5. Nothingness in Action: Staring at Nothing
‘Why does everyone stare at their phones?’ My three-year-old daughter asked while travelling on the F train from Queens to Manhattan in New York a few years back.For Sartre, nothingness culminates in absolute responsibility towards the making of the authentic self. Nothingness is the manifold experience of freedom and potentiality in practice. Sartre’s nothingness finds digital amplifications through new media culminating into new ways of dealing with the responsibility and the condemnation to be free. Freedom online on social media is experienced as a growing multi(in)stability (Redström & Wiltse, 2015) of the technology and the self—the technology, as well as the artist, are always in flux. The artist on Instagram is someone who is never ‘enough’, always directed towards sharing into a ‘higher’ version (high profile) of the self that is potentially located in the future or perhaps on other platforms. But how is this different from life in general? The short answer is that it is not, yet with Ihde we can argue that nothingness and the experience of the ‘never enough’ artist, are amplified (through the ubiquity of the technology always allowing the potential to be ‘higher profile’ and to share more).

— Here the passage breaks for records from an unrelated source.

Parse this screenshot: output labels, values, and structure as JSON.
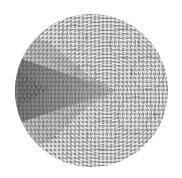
{
  "image": {
    "description": "Circular grayscale hyperbolic tiling pattern with a darker wedge pointing right from the left edge",
    "background_color": "#ffffff",
    "disc": {
      "center_x": 91,
      "center_y": 90,
      "radius": 76,
      "base_color": "#bdbdbd"
    },
    "wedge_color": "#5a5a5a",
    "rosettes": [
      {
        "x": 108,
        "y": 28,
        "r": 14
      },
      {
        "x": 132,
        "y": 58,
        "r": 16
      },
      {
        "x": 120,
        "y": 100,
        "r": 18
      },
      {
        "x": 86,
        "y": 120,
        "r": 14
      },
      {
        "x": 58,
        "y": 22,
        "r": 12
      },
      {
        "x": 40,
        "y": 110,
        "r": 12
      },
      {
        "x": 70,
        "y": 60,
        "r": 10
      },
      {
        "x": 95,
        "y": 75,
        "r": 11
      },
      {
        "x": 140,
        "y": 110,
        "r": 10
      }
    ]
  }
}
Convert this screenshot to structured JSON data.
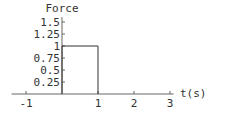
{
  "chart_data": {
    "type": "line",
    "title": "Force",
    "xlabel": "t(s)",
    "ylabel": "",
    "xlim": [
      -1.4,
      3.1
    ],
    "ylim": [
      0,
      1.6
    ],
    "grid": false,
    "x_ticks": [
      -1,
      1,
      2,
      3
    ],
    "x_tick_labels": [
      "-1",
      "1",
      "2",
      "3"
    ],
    "y_ticks": [
      0.25,
      0.5,
      0.75,
      1,
      1.25,
      1.5
    ],
    "y_tick_labels": [
      "0.25",
      "0.5",
      "0.75",
      "1",
      "1.25",
      "1.5"
    ],
    "series": [
      {
        "name": "Force",
        "x": [
          0,
          0,
          1,
          1
        ],
        "y": [
          0,
          1,
          1,
          0
        ]
      }
    ]
  }
}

In this section, I turn to the social media practice of the so-called ‘selfie’. The social media self-portrait24 becomes an unavoidable, often enjoyable playground for artists exploring the potentiality of being and freedom. An example of such an exploration on Instagram is the work of the artist and photographer Cindy Sherman. Sherman is one of the best-known contemporary artists experimenting with social media and identity performance. Her technologically mediated variations of possible concepts of the self embrace existential inquiries into interchangeable virtual forms of identity. Sherman questions society and technology as accomplices in producing her identity-obscuring variations. Her photographs and numerous experimental self-portraits (she would herself not refer to them as such) were well known before Instagram, selfies, or plandids (candid photographs that were planned) were a thing.25

Fig. 8.1 Instagram post by Cindy Sherman. Photo by Cindy Sherman (2020), public Instagram account, https://www.instagram.com/cindysherman/
Sherman criticizes social media practices of the masses and questions Instagram aesthetics. In a New York Times article, Blake Gopnik (2016) discusses Sherman’s process:
Ms. Sherman expresses contempt for the superficialities of social media. ‘It seems so vulgar to me’- her new images of old-time film stars also hint at our digitized present.26
Sherman, in her contemporary work, embraces heavy layers of digital filters to place herself (or the characters she develops from her own image) into different backgrounds and imaginary social environments. She uses apps such as ‘Facetune’, ‘Perfect363’, and ‘YouCam Makeup’ to heavily manipulate her portraits. As she illustrates through her photographs behind the screen, her multiplied presence is a default in cyberspace unfolding of the status-quo of radical freedom to become whatever and whoever one might be. Sherman’s exaggeration of herself asks existential questions concerned with the potentialities of human existence being for-itself. For Sherman, existence is a contingent state. Existence precedes her essence, always in the process of becoming an object, always for-itself, showing us the dialectics of the for-itself and in-itself that is being-for-others. Sherman does not accept existential nothingness, she embraces it.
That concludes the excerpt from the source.